Restoring ankle dorsiflexion range of motion in athletes: an individualized clinical decision-making system
The verdict
What is the best way to assess and treat restricted ankle dorsiflexion range of motion in athletes?
This clinical practice commentary proposes a 3-step individualized framework using the weight-bearing lunge test to identify which joint or tissue is restricting dorsiflexion, then apply targeted interventions. No original trial data are provided, and the authors acknowledge no evidence yet exists that this individualized system outperforms a generic protocol.
DescriptiveRead paper
Primary studyLimited evidence
Key points
- The weight-bearing lunge test (WBLT) is the gold-standard assessment for ankle dorsiflexion ROM but is underused in clinical practice.
- Restricted dorsiflexion increases knee valgus, peak ground reaction forces, and risk of lateral ankle sprain, Achilles tendinopathy, patellar tendinopathy, and metatarsal stress fracture.
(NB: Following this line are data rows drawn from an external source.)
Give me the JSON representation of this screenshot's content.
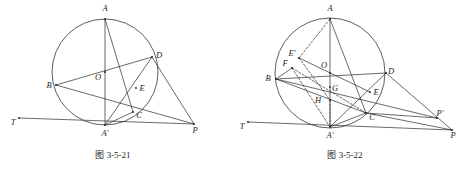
{
  "page": {
    "width": 469,
    "height": 170,
    "background": "#ffffff",
    "ink": "#2a2a2a"
  },
  "figures": [
    {
      "id": "fig-3-5-21",
      "caption": "图 3-5-21",
      "caption_pos": {
        "x": 113,
        "y": 158
      },
      "circle": {
        "cx": 105,
        "cy": 72,
        "r": 53
      },
      "points": {
        "A": {
          "x": 105,
          "y": 19,
          "label": "A",
          "lx": 105,
          "ly": 11
        },
        "B": {
          "x": 56,
          "y": 85,
          "label": "B",
          "lx": 49,
          "ly": 88
        },
        "O": {
          "x": 105,
          "y": 72,
          "label": "O",
          "lx": 98,
          "ly": 80
        },
        "D": {
          "x": 152,
          "y": 57,
          "label": "D",
          "lx": 159,
          "ly": 58
        },
        "E": {
          "x": 136,
          "y": 88,
          "label": "E",
          "lx": 142,
          "ly": 91
        },
        "C": {
          "x": 133,
          "y": 112,
          "label": "C",
          "lx": 139,
          "ly": 118
        },
        "Ap": {
          "x": 105,
          "y": 125,
          "label": "A'",
          "lx": 105,
          "ly": 136
        },
        "P": {
          "x": 194,
          "y": 124,
          "label": "P",
          "lx": 195,
          "ly": 133
        },
        "T": {
          "x": 19,
          "y": 118,
          "label": "T",
          "lx": 13,
          "ly": 125
        }
      },
      "segments": [
        {
          "name": "diameter-A-Aprime",
          "from": "A",
          "to": "Ap",
          "style": "solid"
        },
        {
          "name": "chord-B-D",
          "from": "B",
          "to": "D",
          "style": "solid"
        },
        {
          "name": "chord-A-C",
          "from": "A",
          "to": "C",
          "style": "solid"
        },
        {
          "name": "chord-Aprime-D",
          "from": "Ap",
          "to": "D",
          "style": "solid"
        },
        {
          "name": "segment-B-P",
          "from": "B",
          "to": "P",
          "style": "solid"
        },
        {
          "name": "segment-D-P",
          "from": "D",
          "to": "P",
          "style": "solid"
        },
        {
          "name": "tangent-T-P",
          "from": "T",
          "to": "P",
          "style": "solid"
        },
        {
          "name": "segment-Aprime-C",
          "from": "Ap",
          "to": "C",
          "style": "solid"
        }
      ]
    },
    {
      "id": "fig-3-5-22",
      "caption": "图 3-5-22",
      "caption_pos": {
        "x": 345,
        "y": 158
      },
      "circle": {
        "cx": 330,
        "cy": 73,
        "r": 55
      },
      "points": {
        "A": {
          "x": 330,
          "y": 19,
          "label": "A",
          "lx": 330,
          "ly": 11
        },
        "Ep": {
          "x": 299,
          "y": 58,
          "label": "E'",
          "lx": 292,
          "ly": 56
        },
        "F": {
          "x": 292,
          "y": 68,
          "label": "F",
          "lx": 285,
          "ly": 66
        },
        "B": {
          "x": 276,
          "y": 79,
          "label": "B",
          "lx": 268,
          "ly": 81
        },
        "O": {
          "x": 330,
          "y": 73,
          "label": "O",
          "lx": 324,
          "ly": 68
        },
        "D": {
          "x": 386,
          "y": 73,
          "label": "D",
          "lx": 391,
          "ly": 74
        },
        "G": {
          "x": 330,
          "y": 87,
          "label": "G",
          "lx": 335,
          "ly": 91
        },
        "H": {
          "x": 330,
          "y": 100,
          "label": "H",
          "lx": 318,
          "ly": 103
        },
        "E": {
          "x": 370,
          "y": 92,
          "label": "E",
          "lx": 376,
          "ly": 95
        },
        "C": {
          "x": 366,
          "y": 113,
          "label": "C",
          "lx": 372,
          "ly": 120
        },
        "Ap": {
          "x": 330,
          "y": 127,
          "label": "A'",
          "lx": 330,
          "ly": 138
        },
        "Pp": {
          "x": 437,
          "y": 118,
          "label": "P'",
          "lx": 440,
          "ly": 116
        },
        "P": {
          "x": 452,
          "y": 130,
          "label": "P",
          "lx": 453,
          "ly": 138
        },
        "T": {
          "x": 248,
          "y": 122,
          "label": "T",
          "lx": 242,
          "ly": 129
        }
      },
      "segments": [
        {
          "name": "diameter-A-Aprime",
          "from": "A",
          "to": "Ap",
          "style": "solid"
        },
        {
          "name": "diameter-B-D",
          "from": "B",
          "to": "D",
          "style": "solid"
        },
        {
          "name": "chord-A-C",
          "from": "A",
          "to": "C",
          "style": "solid"
        },
        {
          "name": "chord-Aprime-D",
          "from": "Ap",
          "to": "D",
          "style": "solid"
        },
        {
          "name": "chord-Aprime-C",
          "from": "Ap",
          "to": "C",
          "style": "solid"
        },
        {
          "name": "segment-B-Pprime",
          "from": "B",
          "to": "Pp",
          "style": "solid"
        },
        {
          "name": "segment-D-P",
          "from": "D",
          "to": "P",
          "style": "solid"
        },
        {
          "name": "segment-C-P",
          "from": "C",
          "to": "P",
          "style": "solid"
        },
        {
          "name": "segment-C-Pprime",
          "from": "C",
          "to": "Pp",
          "style": "solid"
        },
        {
          "name": "tangent-T-P",
          "from": "T",
          "to": "P",
          "style": "solid"
        },
        {
          "name": "segment-Eprime-E",
          "from": "Ep",
          "to": "E",
          "style": "solid"
        },
        {
          "name": "segment-B-C",
          "from": "B",
          "to": "C",
          "style": "solid"
        },
        {
          "name": "segment-A-Eprime",
          "from": "A",
          "to": "Ep",
          "style": "dashed"
        },
        {
          "name": "segment-F-C",
          "from": "F",
          "to": "C",
          "style": "dashed"
        },
        {
          "name": "segment-Eprime-H",
          "from": "Ep",
          "to": "H",
          "style": "dashed"
        },
        {
          "name": "segment-H-Aprime",
          "from": "H",
          "to": "Ap",
          "style": "dashed"
        },
        {
          "name": "segment-B-F",
          "from": "B",
          "to": "F",
          "style": "solid"
        },
        {
          "name": "segment-F-Aprime",
          "from": "F",
          "to": "Ap",
          "style": "dashed"
        }
      ]
    }
  ]
}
- The 3-step framework: quantitative and qualitative WBLT assessment, confirmatory diagnostic testing to identify the specific structure, then targeted treatment.
- Five symptom zones guide which structure to investigate: anterior (talocrural or transverse tarsal), anterolateral (inferior tibiofibular), medial retromalleolar (FHL tendon or subtalar), lateral retromalleolar (fibularis tendons), and posterior (triceps surae or tibial nerve).
- Chronic stretching protocols require more than 1,200 seconds of time under stretch per week over at least 5 weeks; joint mobilizations require 2-3 sessions per week at grades III-IV.
How it was conducted
- Design
- Clinical practice commentary (perspective article) - no original trial data
- Population
- Athletes with ankle dorsiflexion ROM deficit following foot-ankle injury, applicable in acute or chronic rehabilitation phase
- Framework
- 3-step clinical decision-making system using the weight-bearing lunge test as its foundation
- Interventions covered
- Antero-posterior talar mobilization (Maitland), mobilization with movement (Mulligan MWM), chronic stretching for triceps surae, FHL, and fibularis tendons, and tibial nerve neurodynamics
- Evidence base
- Synthesis of existing literature including meta-analyses on manual therapy for chronic ankle instability and stretching for dorsiflexion ROM
What they found
- Posterior talar glide test ICC = 0.94, indicating high reliability for assessing posterior talar glide restriction.
- Normative ankle dorsiflexion ROM suggested as greater than 9-10 cm (toe-to-wall) or greater than 40-42 degrees (tibial inclination).
- Modified SLR asymmetry greater than 7.0 degrees (above MDC) indicates tibial nerve mechanosensitivity.
- One RCT using individualized (pragmatic) manual therapy demonstrated a large effect size in improving dorsiflexion ROM.
- Distal tibiofibular joint mobilizations over multiple sessions improve dorsiflexion ROM; a single session yields limited benefit.
- Tibial nerve neurodynamics protocol: 80-100 seconds total time under stretch per session (2 sets of 10 repetitions with 5-second holds), 3 sessions per week.
Limitations
- The authors explicitly state there are no interventional data showing the individualized system produces superior outcomes over a generalized protocol.
- This is a perspective article based on literature synthesis and clinical experience, not an original randomized controlled trial.
- The confirmatory tests and symptom zones are based on clinical reasoning and limited individual studies, not validated diagnostic accuracy studies for this specific decision pathway.
- Normative WBLT values (greater than 9-10 cm, greater than 40-42 degrees) are described as derived from clinical experience, not large normative datasets.
Why it matters
- For patients
- Athletes with ankle stiffness or recurrent lower-limb injuries may benefit from a clinician who uses a structured test to find the specific cause of their restricted ankle motion rather than applying the same generic stretching to everyone.
- For clinicians
- This framework offers a practical decision tree - symptom zone during WBLT, a confirmatory test, then a matched intervention - that can guide more targeted rehabilitation when generic protocols have failed or when individualized care is preferred.
- For readers
- The article highlights that most clinicians do not use the WBLT despite it being the gold-standard, and that restricting dorsiflexion is linked to a wide range of lower-limb injuries, making this a relevant clinical gap in sports physiotherapy.
Source
doi:10.3389/fspor.2025.1677383
Read the original paperClinically assessing this area? See the ankle & foot special tests.